Mr. Hank Rhon's campaign coordinator, Fernando Castro, said the timing of the warrants was clearly political.
"This is a programmed maneuver, and in addition, these police did not begin their careers in the Hank administration; they are not newcomers, they are from PAN schools," said Mr. Castro. The PAN ran Tijuana before Mr. Hank Rhon.
Rhon defiant
Mr. Hank Rhon is on a leave of absence, but he has regularly challenged federal authorities to prove their allegations of corruption in his police department and has said he'd be the first to demand that officers be punished if there is evidence of wrongdoing.
With this week's actions by the federal government, analysts said, the election is quickly becoming a referendum on Mr. Hank Rhon, a colorful multimillionaire who's had several wives and claims a total of 19 children.
"If Hank had an opportunity to win this election, I think that has been reduced," said Mr. Chabat, who added that corruption in Tijuana precedes Mr. Hank Rhon by decades.
Mr. Hank Rhon runs a gambling empire that began with the Agua Caliente horse track and sports book in Tijuana. He has dozens of sports books and mini-casinos across Mexico. Several were robbed this year by armed groups apparently linked to one or more drug cartels, authorities said.
Mr. Hank Rhon is a legendary figure, driving around gritty Tijuana in a Rolls-Royce and building a personal zoo of exotic animals. His late father, Carlos Hank González, was a key figure in the Institutional Revolutionary Party, or PRI, which controlled the presidency from 1929 to 2000, before losing to PAN.
Jesús Blancornelas, the late editor of the Tijuana weekly newspaper Zeta, accused Mr. Hank Rhon of involvement in the 1988 killing of the muckraking newspaper's co-founder, Héctor Félix, a charge Mr. Hank Rhon has vehemently denied. A Hank Rhon bodyguard was convicted of the killing.
Roy Campos, director of the Consulta Mitofsky polling firm, said he doesn't think the Baja California election will be decided on the narco allegations.
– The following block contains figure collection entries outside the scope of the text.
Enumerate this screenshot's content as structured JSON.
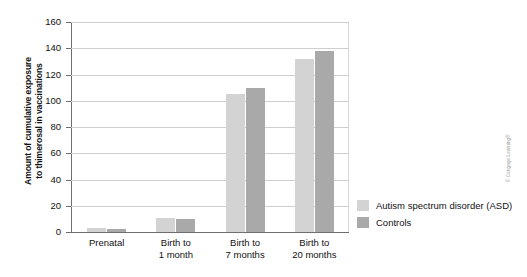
{
  "chart_data": {
    "type": "bar",
    "title": "",
    "xlabel": "",
    "ylabel": "Amount of cumulative exposure\nto thimerosal in vaccinations",
    "ylim": [
      0,
      160
    ],
    "ytick_step": 20,
    "yticks": [
      160,
      140,
      120,
      100,
      80,
      60,
      40,
      20,
      0
    ],
    "ytick_labels": [
      "160",
      "140",
      "120",
      "100",
      "80",
      "60",
      "40",
      "20",
      "0"
    ],
    "grid": true,
    "legend_position": "right",
    "categories": [
      "Prenatal",
      "Birth to\n1 month",
      "Birth to\n7 months",
      "Birth to\n20 months"
    ],
    "series": [
      {
        "name": "Autism spectrum disorder (ASD)",
        "color": "#d3d3d3",
        "values": [
          3,
          11,
          105,
          132
        ]
      },
      {
        "name": "Controls",
        "color": "#a9a9a9",
        "values": [
          2,
          10,
          110,
          138
        ]
      }
    ]
  },
  "legend": {
    "items": [
      {
        "label": "Autism spectrum disorder (ASD)",
        "swatch": "asd"
      },
      {
        "label": "Controls",
        "swatch": "ctl"
      }
    ]
  },
  "credit": {
    "text": "© Cengage Learning®"
  }
}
"I was born into a narco culture; I'm from Culiacán," Mr. Campos said.
Culiacán is the capital of Sinaloa state in northern Mexico, home of the nation's dominant drug cartel.
"We see it [drug trafficking] as something bad but also something beneficial," Mr. Campos said, referring to jobs and economic development.
Mr. Campos also pointed out that Mr. Hank Rhon has a valid U.S. visa - not something typically handed out to people with suspected ties to organized crime.
Indeed, Mr. Hank Rhon's larger-than-life image - a sharp contrast to Mr. Osuna, a low-key former mayor of Tijuana who said he has never gambled - may be an advantage in the north.
"In this northern culture, some aspire to have as much money and as many women with distinct children [as Mr. Hank]," the pollster said.
Carlos Ordóñez, head of polling for the Mexico City newspaper El Universal, said that culture may be changing.
"There is a part of the population that may idolize him [Mr. Hank Rhon]," the pollster said, "but there's an ample sector that perceives him as dishonest, and they don't want dishonesty."